"This then is the reason of your solitude?"
"It is; and so far is this superstitious fear of contamination carried in this country, that your citizen considers himself defiled if by chance he has eaten out of the same plate that a headsman has once used. Accordingly all vendors of crockery have orders to knock a chip out of every earthen vessel that they sell to the headsman."
"Dear me!" exclaimed my ancestor, "what a peculiar custom! I never heard that before. I certainly did remark that your crockery was in a most dilapidated state, but I didn't consider the remark worth making, although more than once in the course of the evening I felt inclined to ask you how on earth you contrived to knock out chips of such a peculiar shape by mere accident."

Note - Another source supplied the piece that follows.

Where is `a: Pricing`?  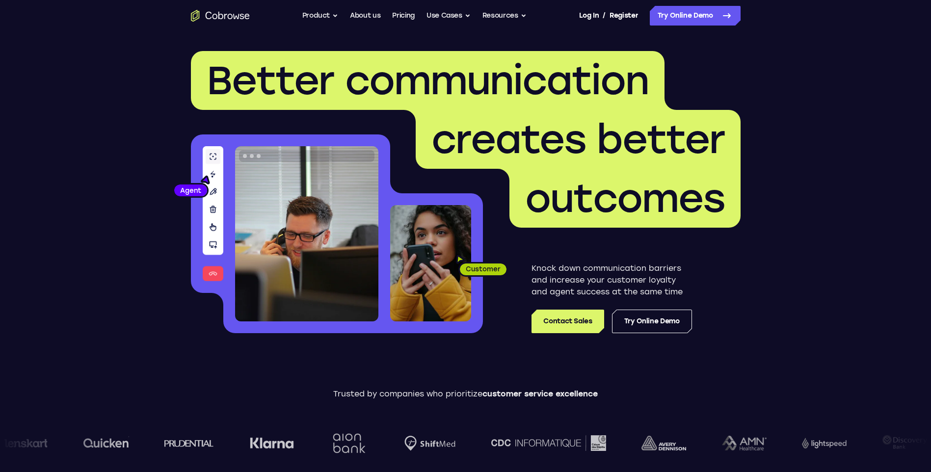
a: Pricing is located at coordinates (403, 16).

"Ah!" sighed the headsman, "what between the crockery-seller and——"
Here he put his finger to his lip and looked round the room suspiciously.
"What is the matter?" asked the student.
"Hush!" said the headsman, "it isn't always safe to talk of mischievous people—they are apt to appear. You know the saying, 'Talk of the devil.'"
"Well," said my ancestor, "but what has that to do with your broken crockery?"
"Hush!" answered his host, looking round him half-timidly; then whispered, "I have a certain mischievous lodger that does my crockery more harm than either the crockery-seller or my boy upstairs when he's fractious."
"Ah!" exclaimed the traveller in surprise, "you have a lodger in your house?"